Chess is a unique battlefield for human minds and computers - human intuition, our creativity, fantasy, our logic, versus the brute force of calculation and a very small portion of accumulated knowledge infused by other human beings. So in chess we can compare these two incompatible things and probably make projections into our future. Is there danger that the human mind will be overshadowed by the power of computers, or we can still survive?
Garry KasparovTarrasch's 'dogmas' are not eternal truisms, but merely instructional material presented in an accessible and witty form, those necessary rudiments from which one can begin to grasp the secrets of chess.
Garry KasparovI started playing chess when I was five years old. I learned the moves from my mother, then worked with my father - and later trainers. My style became very technical. I sacrificed a lot of things. I was always hunting for the king, for the mate. I'd forget about my other pieces.
Garry KasparovBotvinnik tried to take the mystery out of Chess, always relating it to situations in ordinary life. He used to call chess a typical inexact problem similar to those which people are always having to solve in everyday life.
Garry KasparovThe technical phase can be boring because there is little opportunity for creavivity, for art. Boredom leads to complacency and mistakes.
Garry KasparovWe can't attribute a long history of democratic traditions to Japan, either, but today Japan boasts a fully-fledged democracy in which governments change according to democratic procedures. It's no coincidence that the Taiwanese, Japanese, and South Korean economies are among the most innovative in Asia.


**PROMPT:** All the entries need to be quoted exactly, apart from the pictures, which you should drop.

**MATERIAL TO PROCESS:**

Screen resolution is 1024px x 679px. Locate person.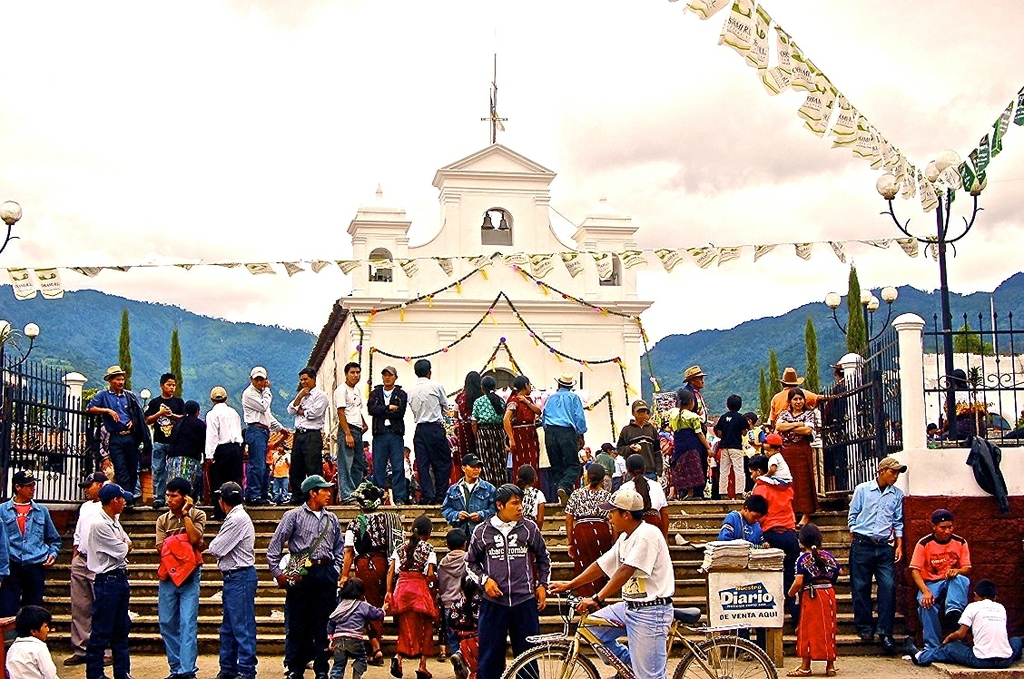
<box>325,576,380,678</box>.
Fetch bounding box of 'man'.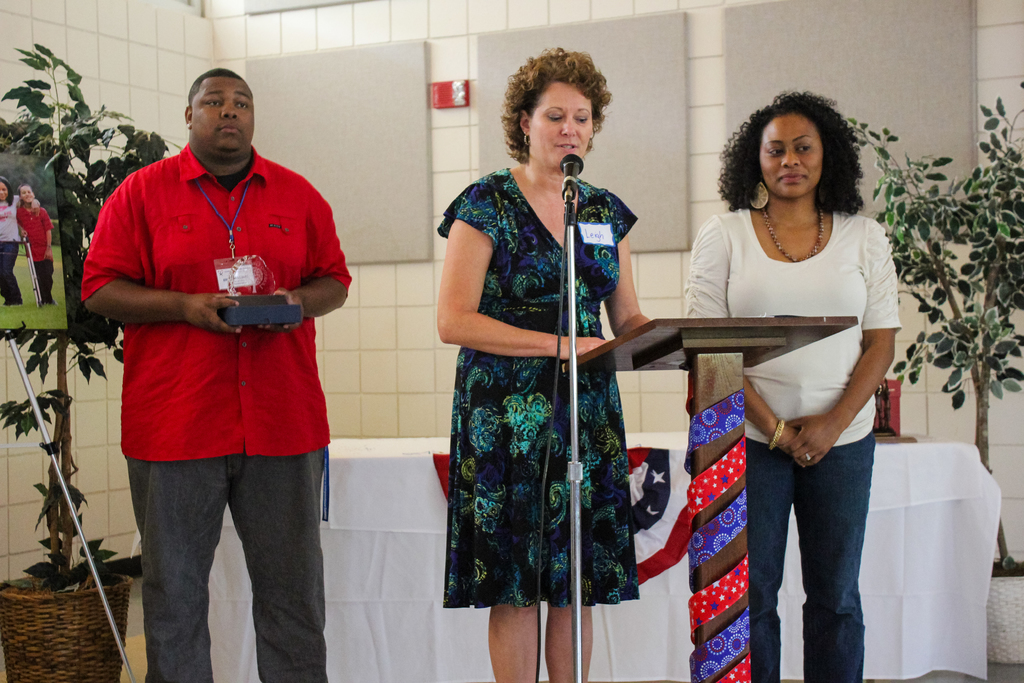
Bbox: select_region(83, 70, 356, 661).
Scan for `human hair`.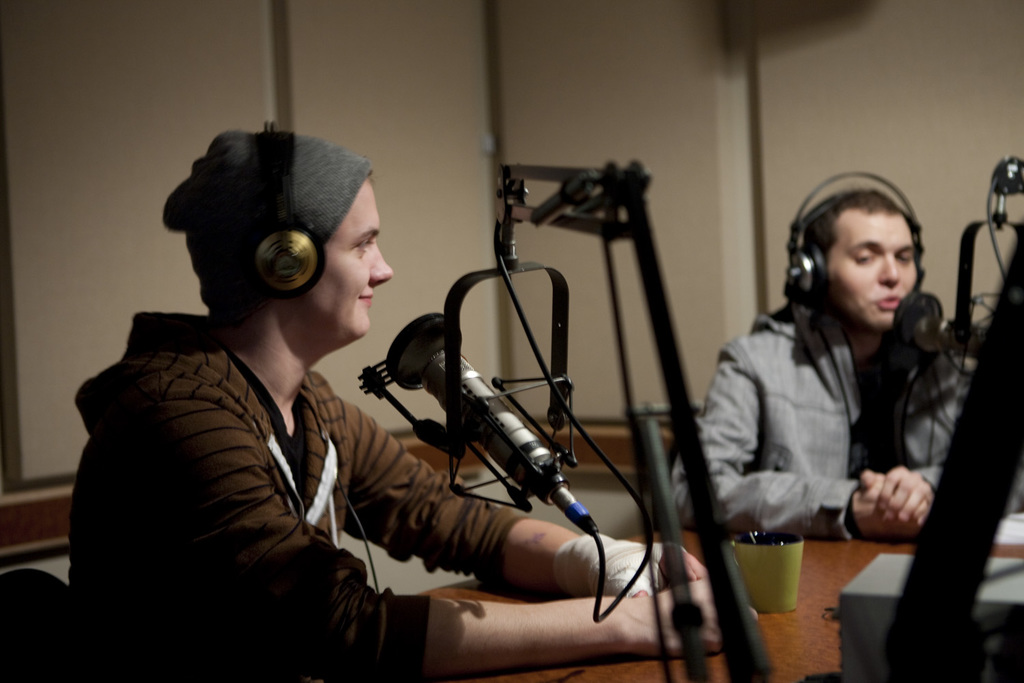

**EXERCISE ANSWER:**
Screen resolution is 1024px x 679px. Locate person.
<box>325,576,380,678</box>.
Fetch bounding box of 'man'.
Bbox: select_region(83, 70, 356, 661).
Scan for `human hair`.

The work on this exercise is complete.